7.9K people saw this post and around 30 people have complained about it so we might at least try to get some answers here, or else the problem will more likely persist.

Dont want sound bossy or anything, Im just trying to help.

1 Like

This issue just occurred for me as well. Surprisingly though, after I closed the project and reopened it a few minutes later…the problem wasn’t there. Really weird.

1 Like

In fact when you create a blank new Blueprint project with latest UE 5.0.1, this is present by default in DefaultEngine.ini:

[/Script/WindowsTargetPlatform.WindowsTargetSettings]
DefaultGraphicsRHI=DefaultGraphicsRHI_DX12

Hi guys. I was facing something similar, wherein my gpu usage would spike to 100 in ue5, even on a blank scene, with no content. Tried disabling lumen GI, and a bunch of things, but what finally worked for me was setting “Fixed Frame Rate” in the project settings to True, and keeping a relatively low fps, proportional to what your system can handle. 30-60 should be enough for dev either way : ) hope this helps!

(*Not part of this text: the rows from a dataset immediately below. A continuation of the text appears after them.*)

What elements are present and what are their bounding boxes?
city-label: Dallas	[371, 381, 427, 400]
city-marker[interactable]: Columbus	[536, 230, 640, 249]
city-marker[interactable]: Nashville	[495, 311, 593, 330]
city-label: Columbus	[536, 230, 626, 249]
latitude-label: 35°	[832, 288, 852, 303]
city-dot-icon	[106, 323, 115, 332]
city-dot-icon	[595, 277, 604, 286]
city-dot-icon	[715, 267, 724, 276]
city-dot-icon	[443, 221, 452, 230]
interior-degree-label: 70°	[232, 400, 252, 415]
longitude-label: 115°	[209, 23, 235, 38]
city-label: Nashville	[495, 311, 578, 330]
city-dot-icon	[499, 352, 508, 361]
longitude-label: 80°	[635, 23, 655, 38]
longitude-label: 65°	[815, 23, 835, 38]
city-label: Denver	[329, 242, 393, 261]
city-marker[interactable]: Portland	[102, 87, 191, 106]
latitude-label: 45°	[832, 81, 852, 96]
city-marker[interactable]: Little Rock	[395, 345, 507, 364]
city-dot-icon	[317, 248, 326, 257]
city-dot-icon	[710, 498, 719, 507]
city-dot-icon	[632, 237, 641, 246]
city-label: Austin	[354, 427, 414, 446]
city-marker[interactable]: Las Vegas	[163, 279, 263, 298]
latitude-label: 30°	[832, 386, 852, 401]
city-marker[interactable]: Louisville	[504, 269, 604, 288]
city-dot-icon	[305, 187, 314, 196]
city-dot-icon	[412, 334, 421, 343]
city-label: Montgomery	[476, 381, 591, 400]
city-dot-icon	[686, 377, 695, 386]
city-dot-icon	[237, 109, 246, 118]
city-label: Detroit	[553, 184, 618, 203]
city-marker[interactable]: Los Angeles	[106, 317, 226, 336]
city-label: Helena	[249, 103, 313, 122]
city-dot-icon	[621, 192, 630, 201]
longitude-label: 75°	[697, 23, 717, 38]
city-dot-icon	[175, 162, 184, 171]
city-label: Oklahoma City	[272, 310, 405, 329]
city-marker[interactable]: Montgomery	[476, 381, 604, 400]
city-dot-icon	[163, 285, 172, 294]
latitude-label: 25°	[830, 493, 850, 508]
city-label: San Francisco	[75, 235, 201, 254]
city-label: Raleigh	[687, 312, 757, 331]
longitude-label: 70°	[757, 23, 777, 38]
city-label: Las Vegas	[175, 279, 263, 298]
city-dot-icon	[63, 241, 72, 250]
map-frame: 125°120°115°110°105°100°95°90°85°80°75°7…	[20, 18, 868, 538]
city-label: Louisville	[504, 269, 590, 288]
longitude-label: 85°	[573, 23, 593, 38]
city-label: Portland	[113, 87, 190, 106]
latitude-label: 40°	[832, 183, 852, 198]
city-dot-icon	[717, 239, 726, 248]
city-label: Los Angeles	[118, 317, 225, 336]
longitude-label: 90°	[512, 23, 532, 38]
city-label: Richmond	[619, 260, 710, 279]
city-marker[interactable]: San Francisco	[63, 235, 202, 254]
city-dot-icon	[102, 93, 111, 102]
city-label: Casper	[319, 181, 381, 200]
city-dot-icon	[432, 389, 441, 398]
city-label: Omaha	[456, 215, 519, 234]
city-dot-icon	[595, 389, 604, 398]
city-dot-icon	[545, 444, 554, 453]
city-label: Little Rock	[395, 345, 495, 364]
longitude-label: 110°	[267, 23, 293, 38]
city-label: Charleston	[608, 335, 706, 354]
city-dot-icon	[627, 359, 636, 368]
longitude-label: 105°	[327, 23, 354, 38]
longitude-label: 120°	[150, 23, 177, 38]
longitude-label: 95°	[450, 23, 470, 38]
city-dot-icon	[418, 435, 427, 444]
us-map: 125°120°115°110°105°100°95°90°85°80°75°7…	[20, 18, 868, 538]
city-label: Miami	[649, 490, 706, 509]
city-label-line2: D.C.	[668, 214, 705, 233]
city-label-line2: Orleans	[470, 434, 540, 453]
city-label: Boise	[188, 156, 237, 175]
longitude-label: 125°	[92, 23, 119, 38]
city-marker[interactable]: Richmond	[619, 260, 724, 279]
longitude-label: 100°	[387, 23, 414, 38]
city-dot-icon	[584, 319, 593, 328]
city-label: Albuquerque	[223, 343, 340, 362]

Getting same issue in a relatively simple scene. Fps seems mostly ok but notice i get big drops in performance when clinking between editor and viewport controls fairly often. The memory issue appears shortly after opening the project.

Im wondering if it may also be caused by the new aa upsampling/sharpening as well?

Could anyone DL and open this project and see what happens?

Project contains multiple maps, but the 2 levels (maps) I work in are called Clifftown*
It’s a simple tutorial/selftraining project.

I noticed when I created a blank level and added the landscape, the error message began appearing:

opening new project triggers the error message as well:

NOTE: I can’t find an “exhausted” bug on https://issues.unrealengine.com/

First sorry for my English. I have the same issue with the video memory and ill try everything says in this threath, and nothing work.

In my case changing the Anti-Aliasing method to TSR and the MSAA sample counts to 2x solves the problem. At the moment…

2 Likes

I got this warning/error today while working on a scene in Unreal 5, but I closed the editor and used ctrl+win+shift+b on Windows to discard the desktop surface buffer and recreate the allocation from DWM. The warning was gone.

2 Likes

Changing to DirectX11 solves the problem. In project settings (UE5.0.1)

1 Like

It solves the problem because it disables nanite completly tho, I dont know about Lumen. All I know is that Nanite has a problem with Lumen if they work together.

Also other thing to note is that, if you minimize your Unreal engine window and go to google and do your own research and spend some time doing it, you will come back to the Unreal engine window and to some people it will cause Memory Exhaustion and cause another bug that will ask you to save 20 versions of your map before you close your project.

I only found 1 post about the last bug and theres already plenty of people with that problem too, so if anyone doesnt have problems with memory exhaustion while on the editor but then you guys minimized your Unreal engine window and you got the Memory Exhaustion then Lumen and Nanite are most probably not your problem.